AltaLink had originally planned to do this in 2005, according to the Gazette's records, but only managed to finish a small portion before stopping due to bad weather. The company then spent three years in talks with the City of St. Albert to move the line so fewer birds would hit it. That move is now on hold after the city declined to fund the move in its most recent budget.

AltaLink now plans to install about a thousand flappers on the lines at 10-metre intervals to make them more visible to birds, Thorlacius said. The flappers and coils are thought to reduce bird strikes by up to 90 per cent.

This is an interim solution until the line can be moved, Thorlacius said. "We'd like to relocate the line, and once we have the support of the City of St. Albert we will definitely do so."

Miles Constable, president of the Big Lake Environment Support Society, praised the company for its environmental efforts. "We're certainly looking forward to fewer bird impacts."

Crews plan to install about 350 more flappers on the lower lines this spring, Thorlacius said. This installation cost about $50,000, most of which went to pay for the helicopter.

Solar lights up downtown

Bottled sunlight will illuminate St. Albert this Christmas as the city tries out some new solar-powered light strings.

City staffers announced this week they will install 17 strings of solar-powered LED Christmas lights on trees near St. Albert Place and the business and tourism development building on St.
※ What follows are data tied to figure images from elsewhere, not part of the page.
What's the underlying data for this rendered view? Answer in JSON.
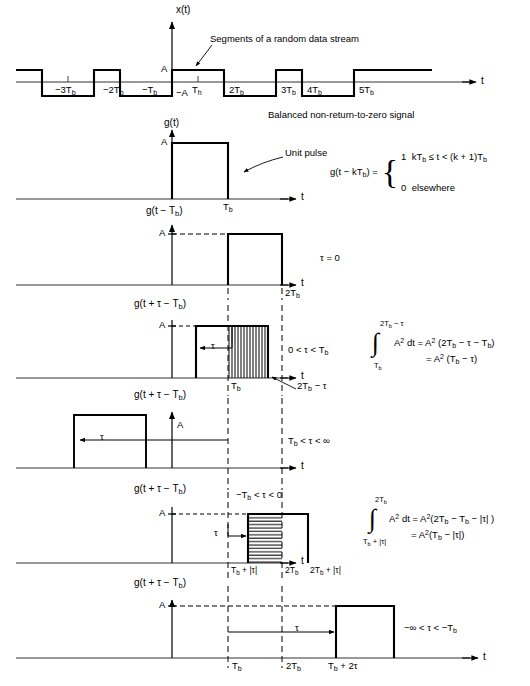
{
  "figure": {
    "axis_label_t": "t",
    "amp_label": "A",
    "neg_amp_label": "−A"
  },
  "panel1": {
    "name": "random-data-stream",
    "ylabel": "x(t)",
    "callout": "Segments of a random data stream",
    "caption": "Balanced non-return-to-zero signal",
    "tick_labels": [
      "−3T",
      "−2T",
      "−T",
      "T",
      "2T",
      "3T",
      "4T",
      "5T"
    ],
    "tick_subscripts": [
      "b",
      "b",
      "b",
      "h",
      "b",
      "b",
      "b",
      "b"
    ],
    "bit_pattern": [
      1,
      0,
      1,
      0,
      1,
      1,
      0,
      1,
      0,
      1
    ],
    "amp_label": "A",
    "neg_amp_label": "−A"
  },
  "panel2": {
    "name": "unit-pulse",
    "ylabel": "g(t)",
    "amp_label": "A",
    "tick_tb": "T",
    "tick_tb_sub": "b",
    "callout": "Unit pulse",
    "equation_lhs": "g(t − kT",
    "equation_lhs_sub": "b",
    "equation_lhs_end": ") =",
    "equation_case1_value": "1",
    "equation_case1_cond": "kT",
    "equation_case1_cond_sub": "b",
    "equation_case1_cond_mid": " ≤ t < (k + 1)T",
    "equation_case1_cond_sub2": "b",
    "equation_case2_value": "0",
    "equation_case2_cond": "elsewhere"
  },
  "panel3": {
    "name": "shifted-pulse-tau-zero",
    "ylabel": "g(t − T",
    "ylabel_sub": "b",
    "ylabel_end": ")",
    "amp_label": "A",
    "tick_2tb": "2T",
    "tick_2tb_sub": "b",
    "condition": "τ = 0"
  },
  "panel4": {
    "name": "overlap-positive-tau",
    "ylabel": "g(t + τ − T",
    "ylabel_sub": "b",
    "ylabel_end": ")",
    "amp_label": "A",
    "tau_label": "τ",
    "tick_tb": "T",
    "tick_tb_sub": "b",
    "tick_2tb_minus_tau": "2T",
    "tick_2tb_minus_tau_sub": "b",
    "tick_2tb_minus_tau_end": " − τ",
    "condition": "0 < τ < T",
    "condition_sub": "b",
    "integral_upper": "2T",
    "integral_upper_sub": "b",
    "integral_upper_end": " − τ",
    "integral_lower": "T",
    "integral_lower_sub": "b",
    "integrand": "A",
    "integrand_sup": "2",
    "integrand_dt": " dt = A",
    "integrand_dt_sup": "2",
    "result_line1": " (2T",
    "result_line1_sub": "b",
    "result_line1_end": " − τ − T",
    "result_line1_sub2": "b",
    "result_line1_close": ")",
    "result_line2": "= A",
    "result_line2_sup": "2",
    "result_line2_end": " (T",
    "result_line2_sub": "b",
    "result_line2_close": " − τ)",
    "hatch": "vertical"
  },
  "panel5": {
    "name": "no-overlap-large-tau",
    "ylabel": "g(t + τ − T",
    "ylabel_sub": "b",
    "ylabel_end": ")",
    "amp_label": "A",
    "tau_label": "τ",
    "condition": "T",
    "condition_sub": "b",
    "condition_end": " < τ < ∞"
  },
  "panel6": {
    "name": "overlap-negative-tau",
    "ylabel": "g(t + τ − T",
    "ylabel_sub": "b",
    "ylabel_end": ")",
    "amp_label": "A",
    "tau_label": "τ",
    "condition": "−T",
    "condition_sub": "b",
    "condition_end": " < τ < 0",
    "tick_tb_plus": "T",
    "tick_tb_plus_sub": "b",
    "tick_tb_plus_end": " + |τ|",
    "tick_2tb": "2T",
    "tick_2tb_sub": "b",
    "tick_2tb_plus": "2T",
    "tick_2tb_plus_sub": "b",
    "tick_2tb_plus_end": " + |τ|",
    "integral_upper": "2T",
    "integral_upper_sub": "b",
    "integral_lower": "T",
    "integral_lower_sub": "b",
    "integral_lower_end": " + |τ|",
    "integrand": "A",
    "integrand_sup": "2",
    "integrand_dt": " dt = A",
    "integrand_dt_sup": "2",
    "result_line1": "(2T",
    "result_line1_sub": "b",
    "result_line1_mid": " − T",
    "result_line1_sub2": "b",
    "result_line1_end": " − |τ| )",
    "result_line2": "= A",
    "result_line2_sup": "2",
    "result_line2_mid": "(T",
    "result_line2_sub": "b",
    "result_line2_end": " − |τ|)",
    "hatch": "horizontal"
  },
  "panel7": {
    "name": "no-overlap-negative-tau",
    "ylabel": "g(t + τ − T",
    "ylabel_sub": "b",
    "ylabel_end": ")",
    "amp_label": "A",
    "tau_label": "τ",
    "tick_tb": "T",
    "tick_tb_sub": "b",
    "tick_2tb": "2T",
    "tick_2tb_sub": "b",
    "tick_tb_plus_2tau": "T",
    "tick_tb_plus_2tau_sub": "b",
    "tick_tb_plus_2tau_end": " + 2τ",
    "condition": "−∞ < τ < −T",
    "condition_sub": "b"
  },
  "colors": {
    "line": "#000000",
    "axis": "#1a1a1a",
    "background": "#ffffff"
  }
}
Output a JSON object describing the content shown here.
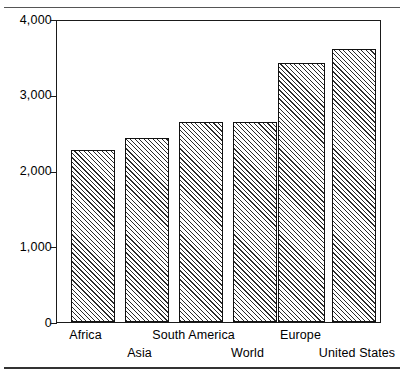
{
  "figure": {
    "top_rule": "horizontal-rule",
    "bottom_rule": "horizontal-rule"
  },
  "chart_data": {
    "type": "bar",
    "title": "",
    "subtitle": "",
    "xlabel": "",
    "ylabel": "",
    "categories": [
      "Africa",
      "Asia",
      "South America",
      "World",
      "Europe",
      "United States"
    ],
    "values": [
      2280,
      2440,
      2660,
      2660,
      3440,
      3630
    ],
    "ylim": [
      0,
      4000
    ],
    "ytick_labels": [
      "0",
      "1,000",
      "2,000",
      "3,000",
      "4,000"
    ],
    "ytick_values": [
      0,
      1000,
      2000,
      3000,
      4000
    ],
    "yminor_values": [
      500,
      1500,
      2500,
      3500
    ],
    "grid": false,
    "legend": null,
    "bar_fill": "diagonal-hatch",
    "bar_edge_color": "#111111",
    "axis_color": "#1a1a1a",
    "background": "#ffffff"
  }
}
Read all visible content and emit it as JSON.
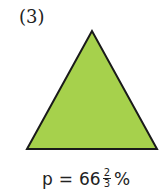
{
  "figure": {
    "label": "(3)",
    "shape": "equilateral-triangle",
    "fill_color": "#a6d14c",
    "stroke_color": "#1a1a1a",
    "caption": {
      "variable": "p",
      "equals": "=",
      "whole": "66",
      "numerator": "2",
      "denominator": "3",
      "unit": "%"
    }
  }
}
Albert Trail next month.

City merchants liked the lights crews put on trees downtown each Christmas and asked if they could be left up all year, said Larry Horncastle, director of business and tourism development.

"The cost of running electrical power to each of those trees downtown was actually pretty significant," he said, as each needed its own extension cord. "There's got to be a better way that's more environmentally friendly." The city asked Gaia Energies, a local renewable energy firm, for a solution, and they suggested solar-powered lights.

Each light string has its own solar panel and battery, said company spokesperson Thomas Barr, and costs about $86. The plan is to leave them up for a year and have them on for about 10 hours a night to see how they handle the city's weather.

Solar panels actually work better in the cold, Barr said, so the lights should have plenty of power. "The one thing we're going to be cautious about is the battery," he said — these lights have never been tested in Alberta winters, which could eat into their lifespan.

These lights should help make downtown more attractive to pedestrians, Horncastle said, and save the city the cost of wiring up its trees.

Based on data from the Alberta Electrical System Operator, the Pembina Institute, and public works, the Gazette estimates these solar lights would use $44.65 less electricity and create 462 kilograms fewer greenhouse gas emissions — equivalent to a barrel of oil — each year compared to the city's current Christmas lights.